Interview with Richard Mundy

Interview with Richard Mundy

The following is an excerpt from an interview with Richard Mundy:

 

My undergraduate education was interrupted by Selective Service. After the completion of my freshman year I was a premedical student, I never really had considered anything but medicine as a career.  And applications for medical school were being processed at the end of the freshman year at that time to determine who was to be drafted and who was to go into the Army medical system, wearing a uniform and going to medical school. I was not admitted because I said I would not join the Army in order to go to medical school. I was a member of the Baptist church at that time. But my mother’s family were Quakers. And that tradition…. my uncles… I had one who was a non - combatant in World War I, was in the Army as a non - combatant.
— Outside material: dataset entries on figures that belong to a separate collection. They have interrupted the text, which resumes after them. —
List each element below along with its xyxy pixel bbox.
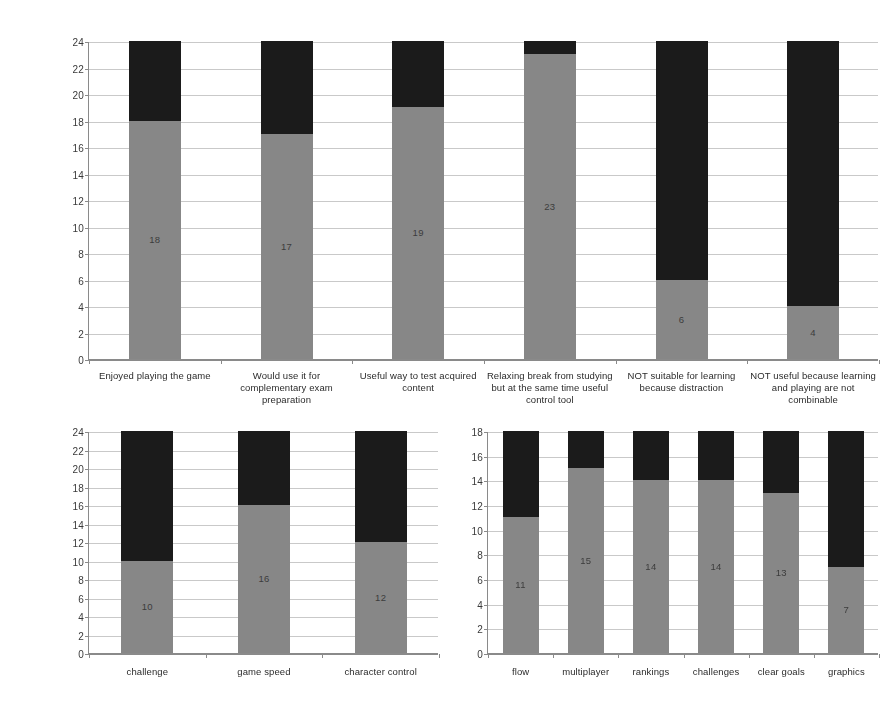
- gridline-8: [488, 555, 878, 556]
- bar-value-label: 12: [375, 593, 386, 603]
- y-axis-tick-mark: [85, 95, 89, 96]
- bar-multiplayer[interactable]: 15: [568, 431, 604, 653]
- bar-useful-way-to-test-acquired-content[interactable]: 19: [392, 41, 444, 359]
- bar-segment-agree: 19: [392, 107, 444, 359]
- x-axis-category-label: clear goals: [746, 666, 816, 678]
- x-axis-tick-mark: [616, 360, 617, 364]
- x-axis-tick-mark: [879, 360, 880, 364]
- y-axis-tick-mark: [484, 506, 488, 507]
- y-axis-tick-mark: [85, 307, 89, 308]
- stacked-bar-chart-bottom-left: 02468101214161820222410challenge16game s…: [88, 432, 438, 654]
- x-axis-category-label: Relaxing break from studying but at the …: [486, 370, 614, 406]
- y-axis-tick-mark: [85, 562, 89, 563]
- y-axis-tick-mark: [85, 451, 89, 452]
- y-axis-tick-mark: [484, 555, 488, 556]
- x-axis-tick-mark: [89, 654, 90, 658]
- x-axis-category-label: multiplayer: [551, 666, 621, 678]
- x-axis-tick-mark: [322, 654, 323, 658]
- gridline-2: [488, 629, 878, 630]
- y-axis-tick-mark: [85, 281, 89, 282]
- bar-rankings[interactable]: 14: [633, 431, 669, 653]
- gridline-16: [89, 148, 878, 149]
- x-axis-tick-mark: [814, 654, 815, 658]
- y-axis-tick-mark: [85, 69, 89, 70]
- gridline-14: [488, 481, 878, 482]
- x-axis-category-label: challenge: [88, 666, 206, 678]
- x-axis-category-label: challenges: [681, 666, 751, 678]
- bar-segment-disagree: [633, 431, 669, 480]
- y-axis-tick-mark: [484, 629, 488, 630]
- x-axis-tick-mark: [439, 654, 440, 658]
- x-axis-tick-mark: [488, 654, 489, 658]
- y-axis-tick-mark: [484, 457, 488, 458]
- x-axis-tick-mark: [484, 360, 485, 364]
- gridline-6: [488, 580, 878, 581]
- bar-value-label: 4: [810, 328, 816, 338]
- plot-area-top: 02468101214161820222418Enjoyed playing t…: [88, 42, 878, 360]
- y-axis-tick-mark: [85, 488, 89, 489]
- gridline-8: [89, 254, 878, 255]
- bar-game-speed[interactable]: 16: [238, 431, 290, 653]
- gridline-22: [89, 69, 878, 70]
- gridline-4: [89, 307, 878, 308]
- stacked-bar-chart-top: 02468101214161820222418Enjoyed playing t…: [88, 42, 878, 360]
- bar-segment-disagree: [261, 41, 313, 134]
- bar-segment-agree: 14: [698, 480, 734, 653]
- y-axis-tick-mark: [484, 531, 488, 532]
- bar-value-label: 16: [258, 574, 269, 584]
- x-axis-category-label: Would use it for complementary exam prep…: [223, 370, 351, 406]
- bar-segment-agree: 10: [121, 561, 173, 654]
- x-axis-tick-mark: [618, 654, 619, 658]
- x-axis-tick-mark: [553, 654, 554, 658]
- y-axis-tick-mark: [85, 543, 89, 544]
- bar-segment-disagree: [121, 431, 173, 561]
- bar-segment-disagree: [656, 41, 708, 280]
- bar-segment-agree: 14: [633, 480, 669, 653]
- bar-segment-disagree: [355, 431, 407, 542]
- x-axis-tick-mark: [747, 360, 748, 364]
- gridline-4: [488, 605, 878, 606]
- y-axis-tick-mark: [85, 175, 89, 176]
- bar-challenges[interactable]: 14: [698, 431, 734, 653]
- bar-segment-agree: 7: [828, 567, 864, 653]
- plot-area-bottom-right: 02468101214161811flow15multiplayer14rank…: [487, 432, 878, 654]
- y-axis-tick-mark: [484, 432, 488, 433]
- bar-segment-agree: 15: [568, 468, 604, 653]
- x-axis-tick-mark: [749, 654, 750, 658]
- y-axis-tick-mark: [85, 525, 89, 526]
- y-axis-tick-mark: [85, 42, 89, 43]
- bar-clear-goals[interactable]: 13: [763, 431, 799, 653]
- bar-segment-disagree: [524, 41, 576, 54]
- bar-not-useful-because-learning-and-playing-[interactable]: 4: [787, 41, 839, 359]
- bar-flow[interactable]: 11: [503, 431, 539, 653]
- bar-value-label: 18: [149, 235, 160, 245]
- bar-segment-disagree: [392, 41, 444, 107]
- y-axis-tick-mark: [85, 122, 89, 123]
- bar-would-use-it-for-complementary-exam-prep[interactable]: 17: [261, 41, 313, 359]
- y-axis-tick-mark: [85, 228, 89, 229]
- plot-area-bottom-left: 02468101214161820222410challenge16game s…: [88, 432, 438, 654]
- bar-relaxing-break-from-studying-but-at-the-[interactable]: 23: [524, 41, 576, 359]
- x-axis-tick-mark: [221, 360, 222, 364]
- bar-not-suitable-for-learning-because-distra[interactable]: 6: [656, 41, 708, 359]
- bar-segment-disagree: [503, 431, 539, 517]
- gridline-18: [488, 432, 878, 433]
- bar-graphics[interactable]: 7: [828, 431, 864, 653]
- x-axis-category-label: NOT suitable for learning because distra…: [618, 370, 746, 394]
- gridline-6: [89, 281, 878, 282]
- bar-value-label: 17: [281, 242, 292, 252]
- chart-page: 02468101214161820222418Enjoyed playing t…: [0, 0, 884, 709]
- y-axis-tick-mark: [484, 580, 488, 581]
- bar-segment-agree: 18: [129, 121, 181, 360]
- bar-challenge[interactable]: 10: [121, 431, 173, 653]
- bar-character-control[interactable]: 12: [355, 431, 407, 653]
- gridline-2: [89, 334, 878, 335]
- bar-segment-agree: 23: [524, 54, 576, 359]
- bar-enjoyed-playing-the-game[interactable]: 18: [129, 41, 181, 359]
- bar-segment-disagree: [568, 431, 604, 468]
- y-axis-tick-mark: [85, 432, 89, 433]
- x-axis-category-label: NOT useful because learning and playing …: [749, 370, 877, 406]
- bar-value-label: 23: [544, 202, 555, 212]
- bar-value-label: 14: [710, 562, 721, 572]
- bar-segment-disagree: [238, 431, 290, 505]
His three brothers all stayed out of the Army. It wasn’t an official recognition of conscientious objector position in World War I, but they did not go to war for reasons of conscience. My uncles were more influence really in my religious and moral development than my father who was called a hard shell Baptist, and he was terribly distressed by my decision. I received support from my mother’s family, but not from my father and his family. It was very difficult. As far as I knew at the time I was the only conscientious objector in Bloomington. I had Friends… we were getting a Friends meeting or sowing the seed of starting a Friends meeting in Bloomington. There hadn’t been one there. And there was also a local chapter of the Fellowship of Reconciliation. So I knew pacifists but most of whom were not of draft age. I also refused to take compulsory ROTC training at Indiana University my freshman year. As far as I know, I was the first male student to take that stand and that created quite a bit of stir in the University. I spent a whole afternoon with a colonel who was the director of ROTC; trying to convince me of the error of my ways. I was trying to convince of the error of his ways. We came to a stand still but won each others’ mutual respect. I emerged from that conference with much higher regard for him as an individual of really great integrity. And I think the feeling was mutual.

 

From Siuslaw National Forest and Portland State University History Department. "Camp 56: An Oral History Project." p179-83.